Here's a rant (opinion?) that I'll turn in to a blog post soon.

I think Rust should have a third ABI, not repr(C) or repr(Rust), and it should be used to slowly phase out the C ABI for a better one. Want to hear more of my unreasonable thoughts about ABIs? Read on.
First off: we should look at languages like Swift, Zig, Python, maybe even Go or C++, and find a better set of primitives to work with. I think there is a common set of features that wouldn't have everything, but would prevent falling back to the nuts and bolts of C.
Second: we shouldn't try to make the whole language follow this ABI. It should be relegated to API boundaries that are meant for FFI. This way we can keep language-specific optimizations in the normal case, and only pay a static ABI cost at the API surface area.
Third: the ABI should have the concept of semver baked in, or at least a monotonically increasing version number. It should be expected that this ABI increases regularly (1/months-years).
Third again: Compilers should be able to support emitting multiple different versions of this new ABI, based on a sliding window of version support. Linkers/Dynamic linkers should learn how to polyfill mismatched version numbers
Fourth: The ABI should encode some basic concept of ownership/lifetimes, even if the language only supports cloning/copying out of the borrow.
Fifth: The ABI should include the ability to encode information about types and layouts, not just function names. This should be used at compile/runtime to provide type information. Compilers should be able to import ABI libraries directly, or provide codegen tools to get headers
Sixth: The ABI should include a standard for enough introspection to at least get type and signature information for functions and data structures, both for the compiler and for humans. Ideally, you could include doc comments as a first class citizen as well.
Those are the things that come to mind first, and I'm sure all of these items exist in one form or another in a lot of different environments/runtimes! But these are all things that have bit me while trying to use Rust with other languages, and I think we can do better.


◆ **EXERCISE**
The answer must be every line below that contains the string "button".

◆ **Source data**

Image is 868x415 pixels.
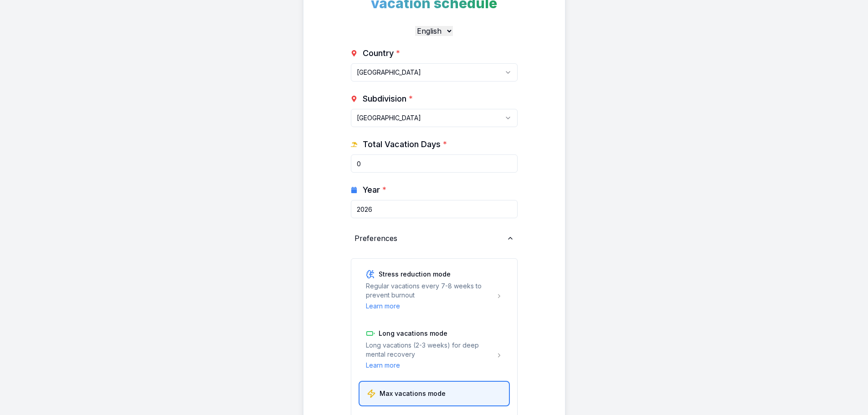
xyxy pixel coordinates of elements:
[366,361,400,370] button: Learn more
[378,330,448,337] span: Long vacations mode
[363,184,386,196] span: Year
[378,271,450,277] span: Stress reduction mode
[366,302,400,311] button: Learn more
[363,138,447,151] span: Total Vacation Days
[355,233,397,243] span: Preferences
[363,47,400,60] span: Country
[363,93,413,105] span: Subdivision
[380,390,446,397] span: Max vacations mode
[366,341,488,359] p: Long vacations (2-3 weeks) for deep mental recovery
[366,281,488,300] p: Regular vacations every 7-8 weeks to prevent burnout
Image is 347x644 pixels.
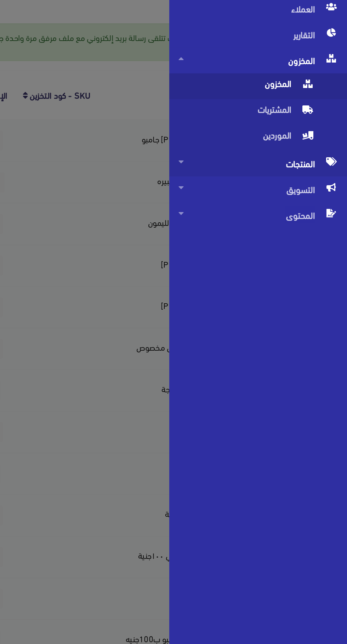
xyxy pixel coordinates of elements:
span: التقارير [245,95,341,111]
span: المحتوى [245,204,341,220]
a: الرئيسية [239,49,347,65]
a: 1 الرسائل [245,613,341,629]
span: العملاء [245,80,341,95]
a: اﻹعدادات [245,629,341,640]
a: مجاني +5% عمولة مبيعات [256,22,332,32]
span: الرسائل [256,613,331,621]
span: التسويق [245,189,341,204]
a: المنتجات [239,173,347,189]
a: المشتريات [239,142,347,158]
span: المنتجات [245,173,341,189]
span: 1 [245,615,250,621]
a: التقارير [239,95,347,111]
a: المحتوى [239,204,347,220]
a: العملاء [239,80,347,95]
span: الموردين [245,158,327,173]
a: الطلبات [239,65,347,80]
a: فسخاني اولاد [PERSON_NAME] [254,31,334,41]
a: المخزون [239,126,347,142]
img: . [277,6,315,19]
a: المخزون [239,111,347,126]
span: المخزون [245,126,327,142]
span: المخزون [245,111,341,126]
span: الرئيسية [245,49,341,65]
a: الموردين [239,158,347,173]
span: الطلبات [245,65,341,80]
span: المشتريات [245,142,327,158]
span: اﻹعدادات [251,629,331,636]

◆ **RESPONSE TO THE EXERCISE**
[366,361,400,370] button: Learn more
[366,302,400,311] button: Learn more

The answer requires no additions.